Young LGBTQ S. Koreans rejected by their families and peers

Posted on : 2020-07-02 17:15 KST Modified on : 2020-07-02 17:28 KST
Many sexual minorities find themselves on the streets, where even shelters reject them
The Seoul Queer Culture Festival. (Hankyoreh archives)
The Seoul Queer Culture Festival. (Hankyoreh archives)

Yoon-ji (pseudonym), a 17-year-old lesbian, was taken to a mental hospital because of a letter found on her desk. Seeing the letter from her girlfriend, her mother learned about her daughter’s sexual identity. After an argument, the mother concluded that Yoon-ji needed “treatment.” Yoon-ji refused, but her mother was adamant. The doctor at the mental hospital explained that “sexual identity and orientation are not things to be ‘treated.’” But the mother took Yoon-ji to several different hospitals until she found one that told her treatment was an option.

In a society where diversity of sexual orientation and identity is not respected, LGBTQ people are suffering in silence as they conceal themselves from others. The hardship is even worse for young LGBTQ people who are unable to establish themselves as independent. Not only do they face difficulties venturing out on their own when they have conflicts with family over their sexual orientation, but they may also face harassment at school. LGBTQ Youth Crisis Support Center DDing Dong, which is currently celebrating its fifth anniversary, published results from an analysis of its 2,055 cases of counseling and support over the past five years. The results showed young LGBTQ people to be barely weathering the discrimination and hatred they face even from the very schools and families that should be protecting them.

In 660 of the cases of young people requesting counseling from DDing Dong (32.1%), they complained of friction and abuse within the family, as in Yoon-ji’s case. Eighteen-year-old Ji-ho (pseudonym) requested counseling from DDing Dong after his parents, who are “the type of people who go to demonstrations protesting the Queer Culture Festival,” subjected him to “violence until I told them that I wasn’t gay.”

Jeong Min-seok, director of DDing Dong, explained, “A lot of cases involve [parents] saying hateful or insulting things to their children, or even physically abusing them.”

“There have even been cases of [parents] setting up closed-circuit cameras to prevent their children from going out, or sending them to religious institutions to ‘change’ their sexual identity,” he said.

The suffering they experience is not limited to the home. A total of 121 counseling cases (5.9%) involved harassment in school and students wrestling with whether to drop out altogether. Eighteen-year-old Min-ju (pseudonym), was subjected to numerous hateful remarks from fellow students after attending the Queer Culture Festival. When she came into the classroom, students would say, “A gay person’s here,” or ask, “Why do you have a perverted festival?” Min-ju complained of torment so severe that she could not even eat at school.

S. Korea has no guidelines on transgender students

School can be even more difficult for young transgender people, whose sexual identity can be relatively more obvious. Of the 106 trans young people who sought counseling with DDing Dong, 27 (25.5%) had dropped out of school. Attorney Song Ji-eun said, “In Japan, they have guidelines for transgender students so that schools can extend consideration to them. South Korea doesn’t have any guidelines for how to approach things on the ground.”

Faced with profound isolation, many young LGBTQ people dream of leaving home and becoming independent. The largest category of counseling cases involved questions about “self-sufficiency and leaving home” (35.6%). The last refuge available from society for young people who leave him is the youth shelter -- but for LGBTQ people, even that is not an option. Seventeen-year-old In-su (pseudonym) visited a shelter after being abused by his father for being gay, but the shelter turned him away. After learning that the reason for the domestic abuse had to do with his sexual identity, the shelter insisted that it would be “disruptive to the shelter to have sexual minorities sleeping together with the other children.”

Shelters are separated according to gender, making it difficult for transgender people

Jeong Min-seok explained, “Since they have shelters separated between males and females, it’s difficult for transgender people to use them. There are even cases of subtle discrimination by shelters once they find out you’re LGBTQ.” With young people unable to even resort to shelters, many of them end up roaming the streets, exposed to the threat of violence.

Amid the discrimination and hatred, young LGBTQ people are reporting psychological distress. 27.2% of counseling cases (559) concerned psychological health, while 12.4% (255) involved self-harm and the threat of suicide. Song Ji-eun said, “Many young LGBT people faced with discrimination find themselves experiencing a sense of helplessness and shame, with thoughts about how they ‘want to disappear’ or ‘feel as if I’m all alone.’”

Many are calling on the South Korean government to establish measures to embrace the young LGBTQ people excluded from the existing support system for at-risk youth.

“The government needs to think about how it can support young people within the support system we already have in place for at-risk young people,” Jeong said.

“The change needs to start in schools,” he urged.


- **Exercise instructions**:
Pick out each line below containing "format".
= = = = =
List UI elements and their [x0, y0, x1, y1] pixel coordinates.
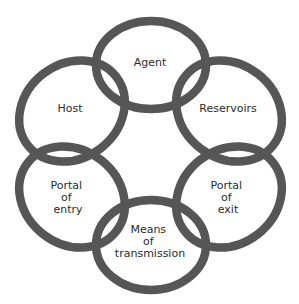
svg-text:Portal of exit: Portal of exit: [210, 179, 245, 216]
label-agent: Agent: [134, 56, 167, 69]
node-reservoirs: Reservoirs: [156, 39, 299, 182]
label-host: Host: [57, 102, 83, 115]
node-agent: Agent: [96, 21, 206, 109]
label-portal-of-exit-3: exit: [218, 203, 239, 216]
label-means-3: transmission: [115, 247, 185, 260]
svg-text:Portal of entry: Portal of entry: [50, 179, 85, 216]
svg-text:Reservoirs: Reservoirs: [199, 102, 257, 115]
node-means-of-transmission: Means of transmission: [96, 200, 206, 290]
svg-text:Means of transmiss: Means of transmission: [115, 223, 185, 260]
svg-text:Agent: Agent: [134, 56, 167, 69]
label-reservoirs: Reservoirs: [199, 102, 257, 115]
svg-text:Host: Host: [57, 102, 83, 115]
label-portal-of-entry-3: entry: [53, 203, 83, 216]
node-host: Host: [0, 39, 145, 182]
chain-of-infection-diagram: Host Portal of entry Agent Reservoirs Po…: [0, 0, 299, 304]
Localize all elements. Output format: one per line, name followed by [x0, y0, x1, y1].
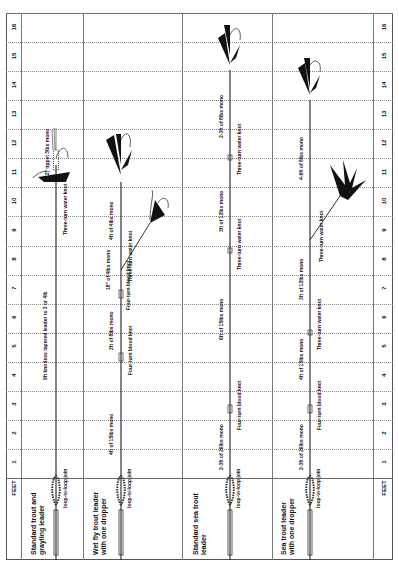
leader-2-knot-1: Four-turn blood knot: [127, 326, 133, 375]
leader-4-segment-3: 3ft of 12lbs mono: [298, 259, 304, 300]
leader-1-line: [52, 150, 60, 560]
leader-3-segment-1: 2-3ft of 20lbs mono: [218, 424, 224, 470]
leader-4-knot-3: Three-turn water knot: [318, 211, 324, 262]
leader-2-line: [117, 182, 150, 560]
leader-4-flies: [298, 58, 366, 200]
leader-1-knot-1: Three-turn water knot: [62, 184, 68, 235]
leader-3-fly: [218, 25, 240, 65]
leader-4-segment-1: 2-3ft of 20lbs mono: [298, 424, 304, 470]
leader-2-segment-1: 4ft of 15lbs mono: [108, 414, 114, 455]
leader-3-segment-3: 3ft of 12lbs mono: [218, 191, 224, 232]
leader-2-join: loop-to-loop join: [126, 469, 132, 508]
leader-2-segment-3: 18" of 4lbs mono: [105, 250, 111, 290]
leader-1-segment-1: 9ft knotless tapered leader to 3 or 4lb: [42, 291, 48, 380]
leader-4-knot-1: Four-turn blood knot: [316, 381, 322, 430]
leader-2-segment-4: 4ft of 4lbs mono: [108, 201, 114, 240]
leader-4-line: [306, 100, 340, 560]
leader-4-knot-2: Three-turn water knot: [316, 299, 322, 350]
leader-3-join: loop-to-loop join: [235, 469, 241, 508]
leader-2-flies: [106, 134, 168, 223]
leader-1-dropper: 12" tippet 3lbs mono: [44, 129, 50, 178]
leader-3-knot-2: Three-turn water knot: [236, 219, 242, 270]
leader-drawings: [0, 0, 399, 566]
leader-3-segment-4: 2-3ft of 8lbs mono: [218, 95, 224, 138]
leader-3-knot-1: Four-turn blood knot: [236, 381, 242, 430]
leader-2-knot-3: Three-turn water knot: [127, 231, 133, 282]
leader-4-segment-4: 4-6ft of 8lbs mono: [298, 137, 304, 180]
leader-1-join: loop-to-loop join: [62, 469, 68, 508]
leader-4-join: loop-to-loop join: [315, 469, 321, 508]
leader-3-segment-2: 6ft of 15lbs mono: [218, 299, 224, 340]
leader-4-segment-2: 4ft of 15lbs mono: [298, 339, 304, 380]
leader-2-segment-2: 2ft of 8lbs mono: [108, 311, 114, 350]
leader-3-line: [226, 70, 234, 560]
leader-1-fly: [33, 128, 70, 182]
leader-3-knot-3: Three-turn water knot: [236, 124, 242, 175]
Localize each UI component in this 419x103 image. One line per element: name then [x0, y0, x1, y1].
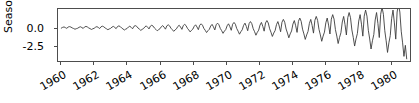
x-tick-mark — [259, 62, 260, 65]
seasonal-line-chart — [58, 9, 410, 61]
seasonal-series-line — [61, 9, 406, 59]
x-tick-mark — [193, 62, 194, 65]
x-tick-mark — [160, 62, 161, 65]
x-tick-label: 1976 — [303, 68, 334, 93]
x-tick-label: 1978 — [336, 68, 367, 93]
y-axis-tick-labels: 0.0-2.5 — [0, 0, 52, 103]
x-tick-mark — [226, 62, 227, 65]
x-tick-mark — [93, 62, 94, 65]
x-tick-label: 1962 — [71, 68, 102, 93]
x-tick-label: 1964 — [104, 68, 135, 93]
x-tick-label: 1970 — [203, 68, 234, 93]
x-tick-mark — [126, 62, 127, 65]
y-tick-label: -2.5 — [23, 40, 44, 53]
x-tick-mark — [358, 62, 359, 65]
x-tick-label: 1980 — [369, 68, 400, 93]
chart-figure: Seasonal 0.0-2.5 19601962196419661968197… — [0, 0, 419, 103]
plot-area — [57, 8, 411, 62]
x-tick-label: 1966 — [137, 68, 168, 93]
y-tick-label: 0.0 — [27, 21, 45, 34]
x-tick-mark — [325, 62, 326, 65]
x-tick-label: 1972 — [237, 68, 268, 93]
x-tick-mark — [292, 62, 293, 65]
x-tick-label: 1974 — [270, 68, 301, 93]
x-tick-mark — [391, 62, 392, 65]
x-tick-mark — [60, 62, 61, 65]
x-tick-label: 1968 — [170, 68, 201, 93]
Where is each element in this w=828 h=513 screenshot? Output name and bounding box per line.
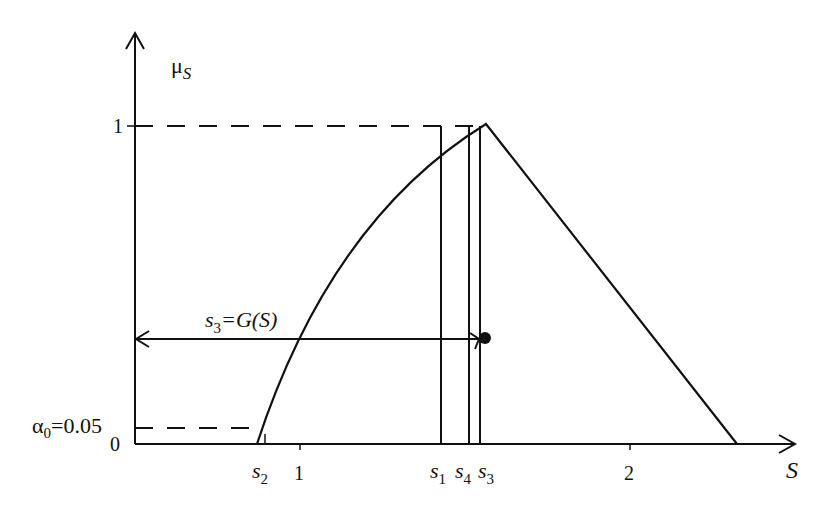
- membership-curve: [257, 124, 737, 444]
- g-of-s-arrowhead-right: [470, 333, 479, 349]
- alpha-label: α0=0.05: [32, 413, 102, 441]
- g-of-s-label: s3=G(S): [205, 307, 277, 336]
- s3-label: s3: [478, 458, 494, 487]
- y-tick-label-0: 0: [110, 433, 120, 455]
- y-axis-label: μS: [171, 53, 192, 83]
- s2-label: s2: [252, 458, 268, 487]
- x-axis-label: S: [786, 457, 798, 483]
- s4-label: s4: [455, 458, 472, 487]
- g-of-s-point: [479, 332, 491, 344]
- membership-diagram: μS 1 0 α0=0.05 1 2 s2 s1 s4 s3 S s3=G(S): [0, 0, 828, 513]
- x-tick-label-1: 1: [294, 462, 304, 484]
- s1-label: s1: [430, 458, 446, 487]
- x-tick-label-2: 2: [624, 462, 634, 484]
- y-tick-label-1: 1: [113, 115, 123, 137]
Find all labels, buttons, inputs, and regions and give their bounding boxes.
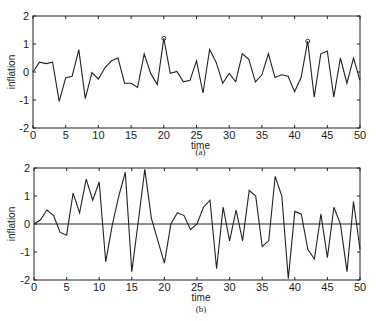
x-tick-label: 15 (126, 281, 138, 293)
x-tick-label: 50 (354, 281, 366, 293)
inflation-series-line (33, 38, 360, 101)
x-tick-label: 35 (256, 281, 268, 293)
y-tick-label: -2 (20, 274, 30, 286)
x-tick-label: 40 (289, 281, 301, 293)
y-axis-label: inflation (6, 55, 17, 89)
y-tick-label: 2 (24, 162, 30, 174)
chart-panel-b: 05101520253035404550-2-1012timeinflation… (6, 162, 366, 314)
x-tick-label: 10 (93, 281, 105, 293)
chart-panel-a: 05101520253035404550-2-1012timeinflation… (6, 10, 366, 157)
figure-caption: (b) (196, 304, 207, 314)
y-tick-label: -1 (20, 246, 30, 258)
x-tick-label: 15 (125, 129, 137, 141)
x-axis-label: time (192, 292, 211, 303)
y-axis-label: inflation (6, 207, 17, 241)
y-tick-label: -2 (19, 122, 29, 134)
y-tick-label: 0 (23, 66, 29, 78)
x-tick-label: 30 (223, 281, 235, 293)
x-tick-label: 5 (64, 281, 70, 293)
chart-figure: 05101520253035404550-2-1012timeinflation… (0, 0, 376, 321)
x-tick-label: 5 (63, 129, 69, 141)
x-tick-label: 20 (158, 129, 170, 141)
x-tick-label: 45 (321, 129, 333, 141)
x-tick-label: 0 (31, 281, 37, 293)
x-tick-label: 30 (223, 129, 235, 141)
y-tick-label: -1 (19, 94, 29, 106)
x-tick-label: 20 (158, 281, 170, 293)
y-tick-label: 2 (23, 10, 29, 22)
x-tick-label: 50 (354, 129, 366, 141)
y-tick-label: 0 (24, 218, 30, 230)
y-tick-label: 1 (24, 190, 30, 202)
x-tick-label: 0 (30, 129, 36, 141)
x-tick-label: 40 (288, 129, 300, 141)
figure-caption: (a) (196, 147, 206, 157)
x-tick-label: 35 (256, 129, 268, 141)
y-tick-label: 1 (23, 38, 29, 50)
x-tick-label: 45 (321, 281, 333, 293)
x-tick-label: 10 (92, 129, 104, 141)
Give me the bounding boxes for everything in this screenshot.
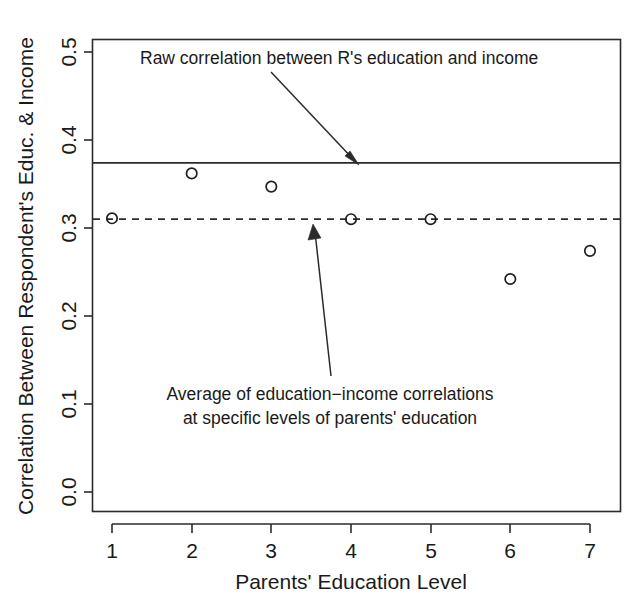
chart-figure: 0.0 0.1 0.2 0.3 0.4 0.5 Correlation Betw…	[0, 0, 640, 595]
x-tick-label-5: 5	[425, 539, 437, 562]
x-tick-label-1: 1	[106, 539, 118, 562]
y-tick-label-1: 0.1	[57, 389, 80, 418]
y-axis-title: Correlation Between Respondent's Educ. &…	[14, 37, 37, 515]
x-tick-label-6: 6	[504, 539, 516, 562]
y-tick-label-2: 0.2	[57, 301, 80, 330]
x-tick-label-2: 2	[186, 539, 198, 562]
y-tick-label-5: 0.5	[57, 37, 80, 66]
x-tick-label-7: 7	[584, 539, 596, 562]
y-tick-label-4: 0.4	[57, 125, 80, 155]
x-axis-title: Parents' Education Level	[235, 570, 467, 593]
average-correlation-annotation-line2: at specific levels of parents' education	[183, 408, 477, 428]
raw-correlation-annotation-text: Raw correlation between R's education an…	[140, 48, 538, 68]
scatter-plot-canvas: 0.0 0.1 0.2 0.3 0.4 0.5 Correlation Betw…	[0, 0, 640, 595]
y-tick-label-3: 0.3	[57, 213, 80, 242]
x-tick-label-4: 4	[345, 539, 357, 562]
chart-background	[0, 0, 640, 595]
x-tick-label-3: 3	[265, 539, 277, 562]
average-correlation-annotation-line1: Average of education−income correlations	[166, 384, 493, 404]
y-tick-label-0: 0.0	[57, 477, 80, 506]
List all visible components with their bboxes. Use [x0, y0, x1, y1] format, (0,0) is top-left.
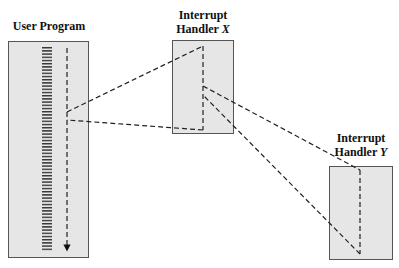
edge-y-to-x: [203, 95, 360, 254]
flow-lines: [0, 0, 399, 268]
edge-x-to-y: [203, 86, 360, 170]
user-program-instructions: [42, 47, 52, 251]
edge-x-to-user: [67, 120, 203, 130]
edge-user-to-x: [67, 46, 203, 112]
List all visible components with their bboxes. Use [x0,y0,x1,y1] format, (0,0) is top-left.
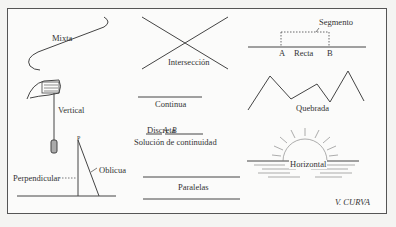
label-paralelas: Paralelas [178,183,209,192]
label-mixta: Mixta [52,34,72,43]
label-horizontal: Horizontal [289,160,327,169]
label-recta: Recta [294,49,313,58]
label-solucion-continuidad: Solución de continuidad [134,138,217,147]
label-point-a-discreta: A [163,127,168,135]
sunrise-icon [247,128,359,177]
vertical-line [51,93,57,153]
hand-icon [27,80,61,99]
label-vertical: Vertical [58,106,84,115]
label-point-a: A [279,49,285,58]
label-v-curva: V. CURVA [335,198,370,207]
mixta-line [29,17,108,70]
label-oblicua: Oblicua [99,166,126,175]
label-point-b: B [327,49,333,58]
label-segmento: Segmento [319,18,353,27]
label-interseccion: Intersección [168,58,210,67]
label-point-p: P [77,135,80,141]
label-continua: Continua [155,100,186,109]
label-quebrada: Quebrada [296,104,329,113]
label-perpendicular: Perpendicular [13,174,60,183]
label-point-b-discreta: B [172,127,177,135]
segment-line [248,28,366,47]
= = = = =
- **Final answer**:
Localize all elements. Output format: one per line, name followed by [x0, y0, x1, y1].
List all visible components with their bboxes. Use [x0, y0, x1, y1] format, (0,0) is top-left.
List all visible components with their bboxes. Use [x0,y0,x1,y1] format, (0,0) is top-left.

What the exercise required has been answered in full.